EXERCISE INSTRUCTIONS: Please print only the top portion of the entries below, ending with the line that contains "The image size is (889, 500).", exactly as written.

══════

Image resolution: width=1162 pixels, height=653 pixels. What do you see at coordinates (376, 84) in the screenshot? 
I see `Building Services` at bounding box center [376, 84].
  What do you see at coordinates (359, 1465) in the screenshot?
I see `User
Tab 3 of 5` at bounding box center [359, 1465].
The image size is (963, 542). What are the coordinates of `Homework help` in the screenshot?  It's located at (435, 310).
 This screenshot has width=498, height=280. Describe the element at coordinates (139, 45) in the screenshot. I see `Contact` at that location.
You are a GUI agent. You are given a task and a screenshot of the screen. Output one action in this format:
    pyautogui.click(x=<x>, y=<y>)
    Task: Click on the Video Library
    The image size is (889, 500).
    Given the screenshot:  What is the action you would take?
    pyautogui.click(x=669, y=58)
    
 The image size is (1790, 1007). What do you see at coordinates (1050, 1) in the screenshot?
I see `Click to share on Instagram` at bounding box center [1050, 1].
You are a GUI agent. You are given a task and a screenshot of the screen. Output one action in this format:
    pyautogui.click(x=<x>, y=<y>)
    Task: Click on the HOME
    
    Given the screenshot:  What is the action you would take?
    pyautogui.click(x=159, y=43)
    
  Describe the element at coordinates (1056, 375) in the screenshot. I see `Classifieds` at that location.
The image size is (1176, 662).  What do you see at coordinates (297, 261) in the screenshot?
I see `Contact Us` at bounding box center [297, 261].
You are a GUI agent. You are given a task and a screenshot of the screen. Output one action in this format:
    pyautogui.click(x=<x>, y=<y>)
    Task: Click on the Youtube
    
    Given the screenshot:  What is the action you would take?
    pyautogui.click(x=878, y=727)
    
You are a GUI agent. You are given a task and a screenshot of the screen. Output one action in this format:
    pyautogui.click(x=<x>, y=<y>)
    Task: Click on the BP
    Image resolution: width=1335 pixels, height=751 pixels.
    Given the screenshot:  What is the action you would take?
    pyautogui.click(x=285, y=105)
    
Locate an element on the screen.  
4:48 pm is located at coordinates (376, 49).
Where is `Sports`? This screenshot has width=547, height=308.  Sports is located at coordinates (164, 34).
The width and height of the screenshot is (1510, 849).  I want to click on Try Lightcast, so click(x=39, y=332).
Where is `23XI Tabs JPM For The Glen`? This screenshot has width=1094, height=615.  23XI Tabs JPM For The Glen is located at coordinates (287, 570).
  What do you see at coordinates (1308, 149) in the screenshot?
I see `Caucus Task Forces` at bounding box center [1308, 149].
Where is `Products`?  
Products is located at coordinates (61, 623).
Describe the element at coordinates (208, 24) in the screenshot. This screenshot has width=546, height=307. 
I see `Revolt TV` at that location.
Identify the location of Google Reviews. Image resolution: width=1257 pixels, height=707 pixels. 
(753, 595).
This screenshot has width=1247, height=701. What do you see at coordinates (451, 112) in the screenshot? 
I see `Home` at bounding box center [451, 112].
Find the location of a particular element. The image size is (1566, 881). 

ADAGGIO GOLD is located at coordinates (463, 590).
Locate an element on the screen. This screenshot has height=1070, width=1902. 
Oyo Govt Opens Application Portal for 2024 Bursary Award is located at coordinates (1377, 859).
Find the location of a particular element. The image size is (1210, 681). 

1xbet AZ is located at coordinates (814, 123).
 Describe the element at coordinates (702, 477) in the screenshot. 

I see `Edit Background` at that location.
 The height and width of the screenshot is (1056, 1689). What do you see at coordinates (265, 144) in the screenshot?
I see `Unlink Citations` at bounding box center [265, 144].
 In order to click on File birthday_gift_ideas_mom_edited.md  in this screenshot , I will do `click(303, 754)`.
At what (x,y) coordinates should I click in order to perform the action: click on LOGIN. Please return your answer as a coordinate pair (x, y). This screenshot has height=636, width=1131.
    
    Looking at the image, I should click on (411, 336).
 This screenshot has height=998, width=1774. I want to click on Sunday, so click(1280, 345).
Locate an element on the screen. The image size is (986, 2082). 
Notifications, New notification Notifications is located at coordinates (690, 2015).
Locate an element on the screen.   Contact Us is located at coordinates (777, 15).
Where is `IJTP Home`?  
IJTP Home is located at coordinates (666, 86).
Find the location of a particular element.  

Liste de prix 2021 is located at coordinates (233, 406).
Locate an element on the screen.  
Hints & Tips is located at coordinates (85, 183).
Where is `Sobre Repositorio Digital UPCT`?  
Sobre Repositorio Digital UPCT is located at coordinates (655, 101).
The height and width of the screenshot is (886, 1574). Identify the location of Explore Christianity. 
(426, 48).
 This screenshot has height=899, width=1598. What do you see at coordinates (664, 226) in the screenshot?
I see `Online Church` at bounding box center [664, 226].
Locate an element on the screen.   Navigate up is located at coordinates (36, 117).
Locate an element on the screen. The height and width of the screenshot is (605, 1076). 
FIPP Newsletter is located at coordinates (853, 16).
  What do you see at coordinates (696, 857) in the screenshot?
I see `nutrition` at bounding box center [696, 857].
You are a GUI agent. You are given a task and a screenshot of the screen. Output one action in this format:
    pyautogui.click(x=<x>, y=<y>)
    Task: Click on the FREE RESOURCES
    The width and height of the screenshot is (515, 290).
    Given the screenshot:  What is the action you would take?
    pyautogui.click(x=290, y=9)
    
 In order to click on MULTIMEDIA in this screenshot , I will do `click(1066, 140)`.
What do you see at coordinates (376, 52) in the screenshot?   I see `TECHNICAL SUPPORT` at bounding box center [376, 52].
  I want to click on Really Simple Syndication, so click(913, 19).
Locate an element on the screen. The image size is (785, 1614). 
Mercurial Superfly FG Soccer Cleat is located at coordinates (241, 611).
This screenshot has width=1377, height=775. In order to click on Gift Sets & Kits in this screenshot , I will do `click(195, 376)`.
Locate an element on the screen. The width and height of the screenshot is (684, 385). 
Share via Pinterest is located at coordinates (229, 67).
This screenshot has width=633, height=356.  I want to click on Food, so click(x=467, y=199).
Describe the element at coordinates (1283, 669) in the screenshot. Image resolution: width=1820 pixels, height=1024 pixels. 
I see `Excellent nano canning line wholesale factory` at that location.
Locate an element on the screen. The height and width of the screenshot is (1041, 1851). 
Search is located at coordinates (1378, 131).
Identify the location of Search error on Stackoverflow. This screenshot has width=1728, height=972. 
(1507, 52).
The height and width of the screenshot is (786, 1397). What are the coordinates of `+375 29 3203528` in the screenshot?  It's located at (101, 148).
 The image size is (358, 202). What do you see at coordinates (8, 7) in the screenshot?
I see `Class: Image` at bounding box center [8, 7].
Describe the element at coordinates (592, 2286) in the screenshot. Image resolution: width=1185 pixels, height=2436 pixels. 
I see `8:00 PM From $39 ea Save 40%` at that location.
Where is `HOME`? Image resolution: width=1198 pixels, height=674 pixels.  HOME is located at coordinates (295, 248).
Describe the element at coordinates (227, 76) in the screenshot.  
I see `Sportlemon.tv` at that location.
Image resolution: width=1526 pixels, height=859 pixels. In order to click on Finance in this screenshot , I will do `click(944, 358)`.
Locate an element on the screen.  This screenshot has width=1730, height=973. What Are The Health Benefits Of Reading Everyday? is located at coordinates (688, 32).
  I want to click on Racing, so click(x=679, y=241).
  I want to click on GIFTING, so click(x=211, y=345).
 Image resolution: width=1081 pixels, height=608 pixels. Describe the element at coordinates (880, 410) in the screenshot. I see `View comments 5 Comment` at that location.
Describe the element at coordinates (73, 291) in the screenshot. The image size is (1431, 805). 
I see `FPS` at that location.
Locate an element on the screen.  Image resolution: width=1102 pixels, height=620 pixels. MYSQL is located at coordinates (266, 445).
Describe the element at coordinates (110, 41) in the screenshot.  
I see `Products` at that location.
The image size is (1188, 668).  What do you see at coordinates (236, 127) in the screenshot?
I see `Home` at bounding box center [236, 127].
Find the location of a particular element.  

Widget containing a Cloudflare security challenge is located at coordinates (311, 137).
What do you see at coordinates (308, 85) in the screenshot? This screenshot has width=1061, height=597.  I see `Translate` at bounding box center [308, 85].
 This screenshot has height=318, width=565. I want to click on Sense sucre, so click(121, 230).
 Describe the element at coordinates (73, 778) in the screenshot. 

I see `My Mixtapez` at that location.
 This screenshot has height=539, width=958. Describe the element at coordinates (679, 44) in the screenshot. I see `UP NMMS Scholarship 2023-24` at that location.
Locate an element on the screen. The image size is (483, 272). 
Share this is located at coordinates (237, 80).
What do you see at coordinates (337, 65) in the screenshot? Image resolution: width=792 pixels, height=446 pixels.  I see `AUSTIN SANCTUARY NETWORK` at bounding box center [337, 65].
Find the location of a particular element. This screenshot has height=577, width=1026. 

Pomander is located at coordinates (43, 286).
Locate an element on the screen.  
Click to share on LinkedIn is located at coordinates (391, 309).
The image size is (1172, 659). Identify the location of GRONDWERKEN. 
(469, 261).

══════

RESULT OF THIS TASK:
Image resolution: width=1162 pixels, height=653 pixels. What do you see at coordinates (376, 84) in the screenshot? 
I see `Building Services` at bounding box center [376, 84].
  What do you see at coordinates (359, 1465) in the screenshot?
I see `User
Tab 3 of 5` at bounding box center [359, 1465].
The image size is (963, 542). What are the coordinates of `Homework help` in the screenshot?  It's located at (435, 310).
 This screenshot has width=498, height=280. Describe the element at coordinates (139, 45) in the screenshot. I see `Contact` at that location.
You are a GUI agent. You are given a task and a screenshot of the screen. Output one action in this format:
    pyautogui.click(x=<x>, y=<y>)
    Task: Click on the Video Library
    The image size is (889, 500).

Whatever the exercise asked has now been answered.